For $30 per month for hosting this is a cost that should be accessible to just about everyone. Setting up intermediate environments in the pipeline?—?development, staging?—?before live costs an additional $25. I’m a big fan of staging websites between development & live so that problems can be spotted & again I think this is a great price point.

Does Umbraco 8 work?

It’s always a bit of a leap of faith to go for a new version of Umbraco, especially for those of us who were around for the Umbraco 5 debacle. Umbraco 5 foundered on performance issues and although Umbraco backed it, set up the training courses and persisted with it for a year?—?it was suddenly binned like a child’s unwanted plastic toy on Boxing Day.

After a few days use, Umbraco 8 seems very stable & usable. I have a couple of UI quibbles (below) but overall the early signs are that this is an impressive release.

Is Umbraco Cloud easy to use?

Umbraco is suggesting an interesting mix of technology for Umbraco 8 on their cloud service. Visual Studio Code & IIS Express locally and a pseudo-recommendation to use GitKracken as a git tool.

Using VS Code & running locally on IIS Express means downloading Warren Buckley’s extension
https://www.dotnetjalps.com/2017/11/iis-express-visual-studio-code.html?—?thanks Warren!

The setup is simple & works first time?—?which is excellent. Honestly running an Umbraco 8 website within a few minutes was unexpected. No disagreeable database setup patterns, it simply worked.

Working with another developer on the build using the baked in git source control works really well. So this is starting to feel like a real enterprise ready solution.


So what’s the upgrade path like?

Like going from 4.11 to 5, or 5 to anything, or even 4.6 to 4.11 (if memory serves) there isn’t an upgrade path being publicized (not even some hacky DLL copy-and-paste). So it will be a case of building a structure & importing the data (where did I save that unlimited version of CMSImport again?). There is also a mention that Member data doesn’t travel well & I’d be surprised if many of the old packages work well (or at all).

Perhaps someone will develop an upgrade tool but I think that taking an Umbraco 6 or 7 site & moving it to Umbraco 8 will be a case of a lift-and-shift of the existing features before any improvements can be made. So it will be a bigger project for existing sites than you might expect for an Umbraco project.

What are the new features?

Infinite editing: not having to get all your content & media eggs in the right basket before you create content. This feels pretty smooth, once or twice I was able to move off a doctype field & lose what I’d done, but I guess that will be ironed out. I reckon that the media structure will become a hellish mix of unoptimized & duplicate images though. So no real change to many existing sites!

Language variants: Not had time to look at the auto-translate feature?—?sounds useful for as long as we stay in the EU …

Content apps: Sounds like a useful tool to build a picture of how to generate ongoing maintenance improvements.
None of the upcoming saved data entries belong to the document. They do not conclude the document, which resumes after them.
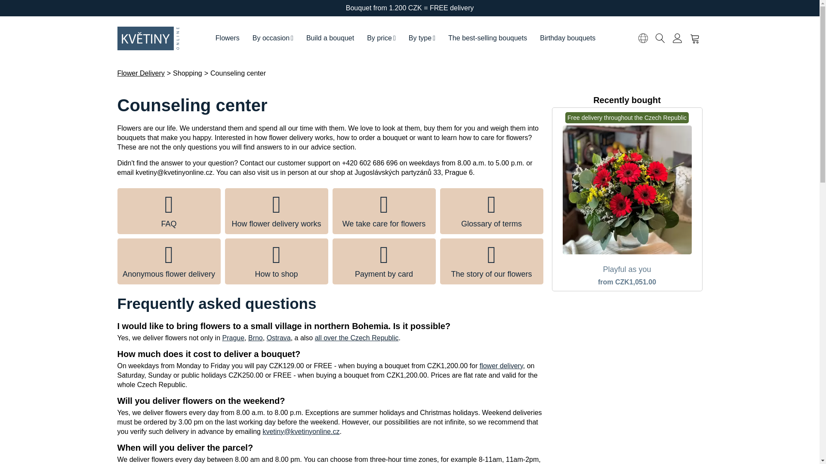  Describe the element at coordinates (383, 261) in the screenshot. I see `Payment by card` at that location.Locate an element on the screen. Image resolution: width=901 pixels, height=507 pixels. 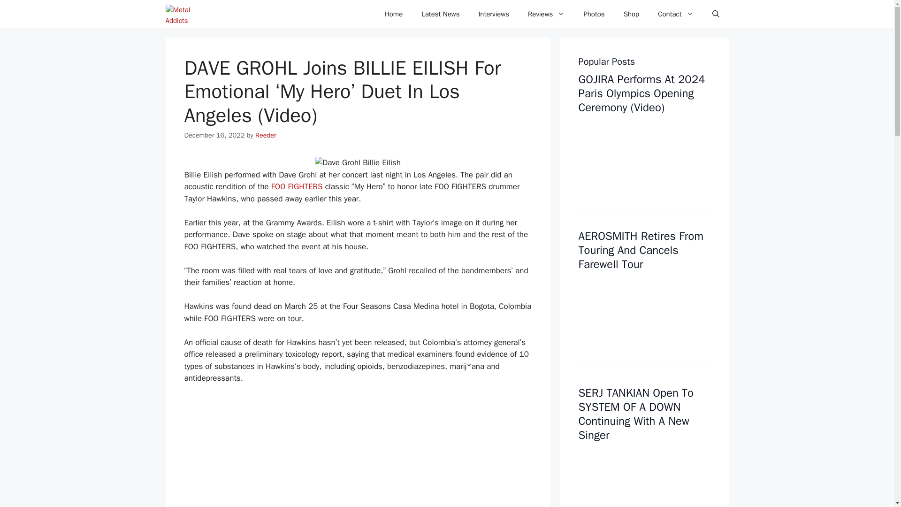
Contact is located at coordinates (675, 14).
So you mentioned some UI quibbles…

The content editor navigation has switched to a top level navigation. I don’t think this is an improvement as most content editors would be sat at a laptop or desktop?—?usually with a wide screen that would have spare width, rather than spare height.

So if we were preserving width say to help with smartphone editors it would make sense to collapse the view:

 

 

Whereas a standard widescreen desktop showing the node structure has a lot of spare width to both show the node structure with plenty to spare:


Conclusion

Niggles aside this seems like a really grown up CMS that should be the basis for the next 5 years of Umbraco. With so many security issues around Wordpress, the price point for Umbraco & its scalability means that it could decimate the other .Net based CMSs & possibly start to nibble away at Wordpress.

I’m guessing that there will be a lot of new packages needed & if Umbraco could move into verifying them in a marketplace like say the Magento 2 marketplace this really could be a game changer.

Thought 8

I’ll report back when I’ve built & imported the old content to see how the end-to-end process feels. Probably in four weeks time. Hopefully we’ll be finished ahead of the Umbraco meetup in Manchester that I'm hosting in May, so if you want to ask me any questions about this process give me a prod!